Three of McKay's four critically-acclaimed feature films are about teenagers, which he attributes to studying to be an English teacher. "That definitely started my interest in youth and social issues involving young people," as well as feminism, another key theme in his movies, he says.

Everyday People and Angel Rodriguez were both financed by a short-lived HBO division formed to produce films for theatrical release, although they both aired on the cable network. Through that connection, David Simon hired him to direct an episode of his HBO drama "The Wire," launching the third phase of his career. In the past seven years, he's probably directed one of your favorite TV shows—"Law & Order," "Breaking Bad," "Gossip Girl," "Big Love," "In Treatment" and "Treme," to name a few. A "Treme" episode he directed will be shown at 9:30 p.m. Friday, Nov. 15 at Little Kings Shuffle Club. Afterward, Quintron and Miss Pussycat, a retro New Orleans swamp-rock duo that appears in the episode, will perform.
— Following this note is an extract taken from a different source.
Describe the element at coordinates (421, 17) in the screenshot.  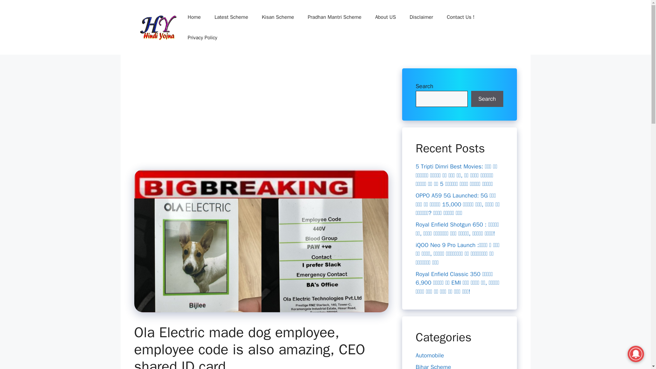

Although he's worked on some of the most prestigious cable dramas, McKay disputes the notion that we're living in a golden age of television—something he plans to talk about during a panel discussion with Salon.com editor David Daley at 1:25 p.m. Sunday. Nov. 18 at the UGA Fine Arts Building's Balcony Theatre.

In addition to the hundreds of channels on cable, websites like Netflix are now producing original programming. In fact, the pilot McKay's working on is a detective show based on a Michael Connelly novel for Amazon. All that content will eventually lead to a decline in quality, he says.

"There's just so much stuff being made, it's absurd," he says. "It's great that it's being made, it's great that people are working, but there's no way it's sustainable. People just can't watch that much stuff."

He enjoys TV work, he says, but he'd prefer to be making movies. However, it's much harder to raise money than it was a decade ago, he says. The '90s and early aughts were a time when Sundance buzz could lead to multi-million-dollar bidding wars among distributors. But the indie bubble burst. 

Now, McKay says, studios have "become like big, fat Wall Street hedge fund people," churning out profitable explosion-laden blockbusters for overseas audiences at the expense of more modest, character-driven films. He cites David Byrne's recent essays in the British newspaper The Guardian about how economic inequality and the Internet are stifling creativity.

"If the kind of super-capitalist equation is the only thing that defines the creative world, we're doomed," he says. "If a whole generation of kids grows up and never pays for a song, what happens to singers and songwriters?"

Still, McKay has an idea for another film he hopes to somehow find the money to make. He won't say much about it, other than it's "a script about a female singer-songwriter who's in her mid-career, sort of, and is just having a rough time of it."

And he remains at least somewhat optimistic that indie filmmaking will bounce back. "Maybe we'll have an entire new generation of wonderful small films," he says. "That's the hope."